There is no other way to interpret Netanyahu's dismissal of the settlement issue in his interview with RAI TV in Italy. Settlements? "I think that the more we spend time arguing about this, the more we waste time instead of moving towards peace," he said.
He added that his conditional endorsement of a Palestinian state is all that matters. "A demilitarized Palestinian state that recognizes the Jewish State of Israel I think is the winning formula of peace," he said. "I can not understand why anybody who wants peace should reject it."
And, of course, no one does reject it, certainly not the Palestinians who accepted the two-state formula fifteen years ago and remain committed to it. It is just that unless Israel stops settlements, there will be no place for that state to go. And just yesterday the Israeli government authorized another 500 housing units in Har Homa, a West Bank settlement -- a gigantic slap in Obama's face.
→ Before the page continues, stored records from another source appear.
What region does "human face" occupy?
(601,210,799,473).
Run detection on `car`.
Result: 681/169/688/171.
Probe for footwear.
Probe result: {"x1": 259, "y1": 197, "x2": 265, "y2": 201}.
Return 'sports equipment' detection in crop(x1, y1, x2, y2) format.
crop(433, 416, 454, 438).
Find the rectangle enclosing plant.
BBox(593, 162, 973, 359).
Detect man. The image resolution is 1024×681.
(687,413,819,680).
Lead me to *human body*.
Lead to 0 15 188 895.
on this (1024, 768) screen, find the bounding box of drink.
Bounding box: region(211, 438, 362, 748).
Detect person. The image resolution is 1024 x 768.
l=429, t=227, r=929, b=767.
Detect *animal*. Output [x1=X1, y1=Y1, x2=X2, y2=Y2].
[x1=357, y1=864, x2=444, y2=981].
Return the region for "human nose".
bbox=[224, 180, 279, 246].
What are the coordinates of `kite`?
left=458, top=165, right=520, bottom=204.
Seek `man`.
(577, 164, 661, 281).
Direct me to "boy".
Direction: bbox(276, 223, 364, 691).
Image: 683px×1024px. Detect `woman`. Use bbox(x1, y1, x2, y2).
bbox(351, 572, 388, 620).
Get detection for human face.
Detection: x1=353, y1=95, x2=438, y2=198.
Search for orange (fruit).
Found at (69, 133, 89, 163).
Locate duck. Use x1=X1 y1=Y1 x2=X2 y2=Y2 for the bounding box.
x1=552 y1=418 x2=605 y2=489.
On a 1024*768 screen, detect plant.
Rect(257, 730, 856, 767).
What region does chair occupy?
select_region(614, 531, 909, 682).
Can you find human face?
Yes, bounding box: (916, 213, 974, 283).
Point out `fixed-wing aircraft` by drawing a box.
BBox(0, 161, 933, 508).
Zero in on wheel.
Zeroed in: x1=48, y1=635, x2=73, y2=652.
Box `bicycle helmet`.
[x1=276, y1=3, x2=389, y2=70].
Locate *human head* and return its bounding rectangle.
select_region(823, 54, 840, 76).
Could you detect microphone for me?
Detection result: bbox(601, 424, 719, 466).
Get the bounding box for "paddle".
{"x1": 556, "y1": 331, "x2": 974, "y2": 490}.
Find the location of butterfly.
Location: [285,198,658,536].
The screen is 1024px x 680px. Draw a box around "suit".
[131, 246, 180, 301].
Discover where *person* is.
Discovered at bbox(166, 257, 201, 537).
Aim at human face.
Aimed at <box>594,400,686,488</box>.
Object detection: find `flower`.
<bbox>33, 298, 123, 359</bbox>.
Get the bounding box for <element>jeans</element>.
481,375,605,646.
The US response: silence.
Former Israeli Defense Minister, Moshe Arens, from Netanyahu's Likud party told us exactly what the government is thinking in a wonderfully frank Ha'aretz column on Tuesday. "There was a time before the State of Israel was established when the Jewish people had no choice but to take orders from others...We will gladly accept advice, but not orders."
Netanyahu believes that President Obama has gone as far as he intends to go and that he need only dig in to win. Is he right? The longer we have to wait for an answer, the more likely that he is.
Israel-Palestine is the test. It is the one issue all Arabs and Muslims (and most of the world) is in substantial agreement i.e., that the occupation must end and the two state solution must be implemented.
As Obama said about Iran, the whole world is watching. If the administration flinches, it will be noticed. And our credibility in the Middle East will go back to where it was before Jan. 20. That will be despite all the progress this President has already made in repairing our tattered reputation.
President Obama cannot allow that to happen.